Blue Ridge, Hickam AFB Demonstrate Joint Fires Network Capabilities

27 January 2003

By JOC David Nagle, Naval Sea Systems Command Public Affairs

WASHINGTON -- The capabilities of components of the Joint Fires Network (JFN) were put through their paces during a recent exercise in the U.S. Pacific Command area of responsibility.

The Seventh Fleet flagship USS Blue Ridge (LCC 19) conducted a time critical strike event during Exercise Terminal Fury with the Joint Air Operations Center (JAOC) at Hickam Air Force Base in Hawaii, using the Joint Fires Network's (JFN's) Tactical Exploitation System-Navy (TES-N) and the Air Force's Intelligence, Surveillance and Reconnaissance Manager (ISRM).

JFN is a transformational network-centric warfare family of systems, developed through a partnership among Naval Sea Systems Command, Program Executive Office for Integrated Warfare Systems, Naval Air Systems Command and Space and Naval Warfare Systems Command. JFN provides near real time intelligence correlation, sensor control and planning, target generation, precise target coordinates, moving target tracks, and battle damage assessment capabilities to support more timely engagement of time critical targets. This capability allows a ship with the full JFN suite to share a greatly improved battlespace picture very quickly with other ships in the area of operations, and with Army, Air Force and Marine sites using their services' versions of the TES.

The TES-N and ISRM systems aboard Blue Ridge, operating in the western Pacific, collected data on a possible target and fed that data to the JAOC in Hawaii, also using both systems. The JAOC evaluated the data, prepared a targeting matrix and attack guidance and relayed a weapons launch approval back to the ship.

"Both systems performed their critical functions identically, successfully demonstrating seamless system interoperability," said Cmdr. Lyle C. Brown, director of fleet operations for the JFN program office.

Brown said the two systems, along with the Army's Tactical Exploitation System-Forward and the Marines Tactical Exploitation Group, share a common software baseline, ensuring joint interoperability.
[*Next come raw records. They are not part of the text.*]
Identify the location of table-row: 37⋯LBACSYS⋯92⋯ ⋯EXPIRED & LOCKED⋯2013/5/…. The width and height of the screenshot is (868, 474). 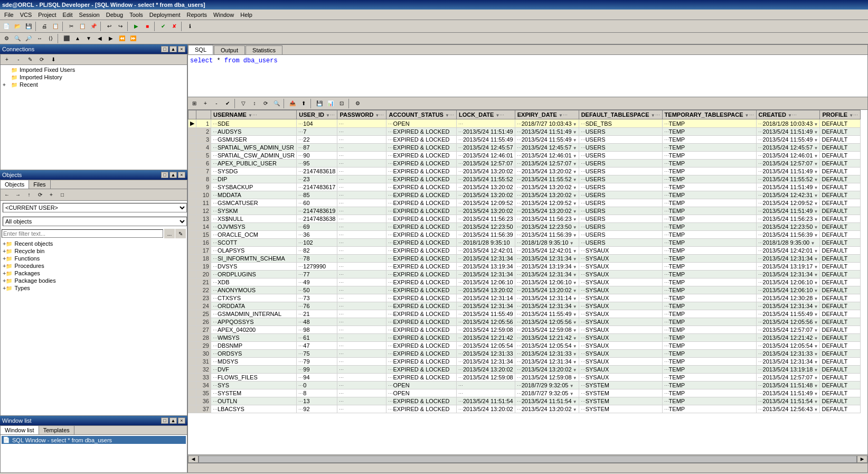
(525, 409).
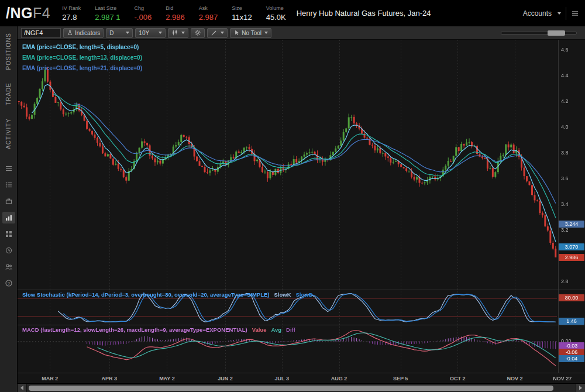 This screenshot has width=585, height=392. I want to click on time-axis-label: NOV 27, so click(562, 379).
TES-N and ISRM also performed U-2 sensor mission planning, image collection and real-time, ad hoc imagery requests. Blue Ridge used the TES-N signals intelligence (SIGINT) display to sort imagery received from the Predator unmanned aerial vehicle and to direct the Predator's search to find potential targets of interest. SIGINT information, images and tracks from the Global Command and Control System-Maritime, another JFN component, were fed into the TES-N database and exchanged between Blue Ridge and the JAOC.

Teams from the JFN program office provided on-site technical support and training aboard Blue Ridge and at Hickam.

JFN capabilities will be used and evaluated during Exercise Tandem Thrust this spring. The system is deployed aboard several ships, including Blue Ridge, USS Coronado (AGF 11), USS Abraham Lincoln (CVN 72), USS Kitty Hawk (CV 63), USS Nimitz (CVN 68), USS John C. Stennis (CVN 74), USS Belleau Wood (LHA 3) and USS Essex (LHD 2).